MESH - Center for Multidisciplinary Environmental Studies in the Humanities & Institute of Prehistoric Archaeology, University of Cologne, Weyertal 59, 50937 Cologne, Germany.
Department of Archaeology and Heritage Studies, Aarhus University, Moesgård Allé 20, 8270 Højbjerg, Denmark.
Philos Trans R Soc Lond B Biol Sci. 2024 May 27;379(1902):20230021. doi: 10.1098/rstb.2023.0021. Epub 2024 Apr 8.
Today's biodiversity crisis fundamentally threatens the habitability of the planet, thus ranking among the primary human challenges of our time. Much emphasis is currently placed on the loss of biodiversity in the Anthropocene, yet these debates often portray biodiversity as a purely natural phenomenon without much consideration of its human dimensions and frequently lack long-term vistas. This paper offers a deep-time perspective on the key role of the evolving human niche in ecosystem functioning and biodiversity dynamics. We summarize research on past hunter-gatherer ecosystem contributions and argue that human-environment feedback systems with important biodiversity consequences are probably a recurrent feature of the Late Pleistocene, perhaps with even deeper roots. We update current understandings of the human niche in this light and suggest that the formation of palaeo-synanthropic niches in other animals proffers a powerful model system to investigate recursive interactions of foragers and ecosystems. Archaeology holds important knowledge here and shows that ecosystem contributions vary greatly in relation to different human lifeways, some of which are lost today. We therefore recommend paying more attention to the intricate relationship between biodiversity and cultural diversity, contending that promotion of the former depends on fostering the latter. This article is part of the theme issue 'Ecological novelty and planetary stewardship: biodiversity dynamics in a transforming biosphere'.

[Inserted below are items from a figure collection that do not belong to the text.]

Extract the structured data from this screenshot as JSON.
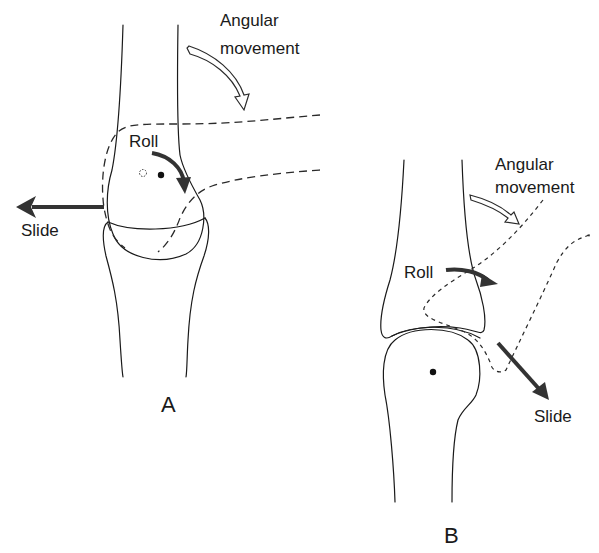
{
  "figure": {
    "panels": [
      {
        "id": "A",
        "label": "A",
        "annotations": {
          "angular": [
            "Angular",
            "movement"
          ],
          "roll": "Roll",
          "slide": "Slide"
        },
        "slide_direction": "left",
        "description": "Convex bone rotating on concave surface: roll and slide in opposite directions"
      },
      {
        "id": "B",
        "label": "B",
        "annotations": {
          "angular": [
            "Angular",
            "movement"
          ],
          "roll": "Roll",
          "slide": "Slide"
        },
        "slide_direction": "down-right",
        "description": "Concave bone moving on convex surface: roll and slide in the same direction"
      }
    ],
    "colors": {
      "line": "#1a1a1a",
      "arrow": "#333333",
      "background": "#ffffff"
    }
  }
}
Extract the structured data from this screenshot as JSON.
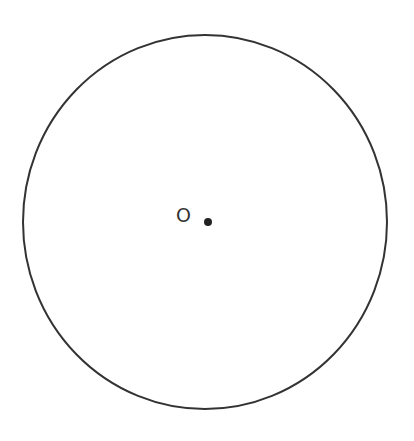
{
  "diagram": {
    "type": "circle-with-center",
    "circle": {
      "cx": 205,
      "cy": 222,
      "rx": 182,
      "ry": 187,
      "stroke": "#333333",
      "stroke_width": 2
    },
    "center_point": {
      "x": 208,
      "y": 222,
      "r": 4,
      "color": "#222222"
    },
    "center_label": {
      "text": "O",
      "x": 176,
      "y": 222
    }
  }
}
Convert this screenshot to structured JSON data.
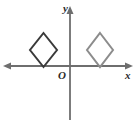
{
  "figure": {
    "background_color": "#ffffff",
    "width": 139,
    "height": 120
  },
  "axes": {
    "x_axis": {
      "label": "x",
      "color": "#6e6e6e",
      "y_pixel": 66,
      "x_start": 4,
      "x_end": 132,
      "arrow_left": true,
      "arrow_right": true
    },
    "y_axis": {
      "label": "y",
      "color": "#6e6e6e",
      "x_pixel": 70,
      "y_start": 8,
      "y_end": 120,
      "arrow_up": true,
      "arrow_down": false
    },
    "origin_label": "O"
  },
  "chart_data": {
    "type": "scatter",
    "xlabel": "x",
    "ylabel": "y",
    "grid": false,
    "legend": null,
    "origin_pixel": [
      70,
      66
    ],
    "shapes": [
      {
        "name": "left-diamond",
        "kind": "rhombus",
        "color": "#3a3a3a",
        "stroke_width": 2.0,
        "fill": "none",
        "position": "second quadrant, bottom vertex on x-axis",
        "vertices_pixels": [
          [
            43.5,
            33
          ],
          [
            57,
            50
          ],
          [
            43.5,
            67
          ],
          [
            30,
            50
          ]
        ],
        "center_pixel": [
          43.5,
          50
        ],
        "half_width_px": 13.5,
        "half_height_px": 17
      },
      {
        "name": "right-diamond",
        "kind": "rhombus",
        "color": "#8c8c8c",
        "stroke_width": 2.0,
        "fill": "none",
        "position": "first quadrant, bottom vertex on x-axis",
        "vertices_pixels": [
          [
            100,
            33
          ],
          [
            113,
            50
          ],
          [
            100,
            67
          ],
          [
            87,
            50
          ]
        ],
        "center_pixel": [
          100,
          50
        ],
        "half_width_px": 13,
        "half_height_px": 17
      }
    ],
    "annotations": [
      {
        "text": "y",
        "position_pixels": [
          66,
          11
        ],
        "style": "italic-bold"
      },
      {
        "text": "x",
        "position_pixels": [
          128,
          76
        ],
        "style": "italic-bold"
      },
      {
        "text": "O",
        "position_pixels": [
          61,
          77
        ],
        "style": "italic-bold"
      }
    ]
  }
}
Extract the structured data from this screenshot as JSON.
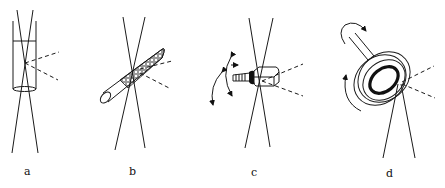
{
  "figure": {
    "panels": [
      {
        "id": "a",
        "label": "a",
        "description": "Sample in a cylindrical capillary tube intersected by the beam, scattered rays dashed"
      },
      {
        "id": "b",
        "label": "b",
        "description": "Packed powder in an inclined capillary intersected by the beam"
      },
      {
        "id": "c",
        "label": "c",
        "description": "Single crystal on a goniometer mount with rotation arrows"
      },
      {
        "id": "d",
        "label": "d",
        "description": "Ring sample holder on a rotating shaft, beam at grazing incidence"
      }
    ],
    "colors": {
      "line": "#1a1a1a",
      "background": "#ffffff"
    }
  }
}
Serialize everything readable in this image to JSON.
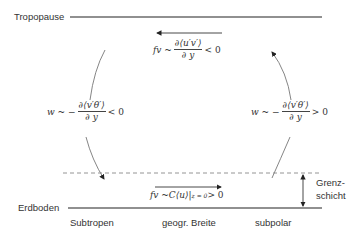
{
  "levels": {
    "top": "Tropopause",
    "bottom": "Erdboden"
  },
  "boundary_layer": {
    "line1": "Grenz-",
    "line2": "schicht"
  },
  "x_labels": {
    "left": "Subtropen",
    "center": "geogr. Breite",
    "right": "subpolar"
  },
  "formulas": {
    "top": {
      "lhs": "fv ~",
      "numerator": "∂⟨u′v′⟩",
      "denominator": "∂ y",
      "rel": "< 0"
    },
    "left": {
      "lhs": "w ~ −",
      "numerator": "∂⟨v′θ′⟩",
      "denominator": "∂ y",
      "rel": "< 0"
    },
    "right": {
      "lhs": "w ~ −",
      "numerator": "∂⟨v′θ′⟩",
      "denominator": "∂ y",
      "rel": "> 0"
    },
    "bottom": {
      "lhs": "fv ~C⟨u⟩|",
      "subscript": "z = 0",
      "rel": " > 0"
    }
  },
  "colors": {
    "line": "#222222",
    "arc": "#666666",
    "dashed": "#888888"
  }
}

今天的生物多样性危机从根本上威胁到了地球的宜居性,因此成为了我们这个时代人类面临的主要挑战之一。目前,人们非常关注人类世的生物多样性丧失,但这些争论往往将生物多样性视为一种纯粹的自然现象,而没有充分考虑其人类层面,并且经常缺乏长远的视角。本文从深层时间的角度探讨了不断变化的人类小生境在生态系统功能和生物多样性动态中的关键作用。我们总结了关于过去狩猎采集者对生态系统贡献的研究,并认为具有重要生物多样性后果的人类-环境反馈系统可能是更新世晚期的一个反复出现的特征,其根源可能更为深远。我们根据这一点更新了当前对人类小生境的理解,并提出了在其他动物中形成古共生小生境的观点,为研究觅食者和生态系统的递归相互作用提供了一个强大的模型系统。考古学在这里提供了重要的知识,并表明生态系统的贡献与不同的人类生活方式密切相关,其中一些在今天已经消失。因此,我们建议更多地关注生物多样性和文化多样性之间的复杂关系,并认为促进前者取决于培育后者。本文是主题为“生态新颖性和行星管理:不断变化的生物圈中的生物多样性动态”的一部分。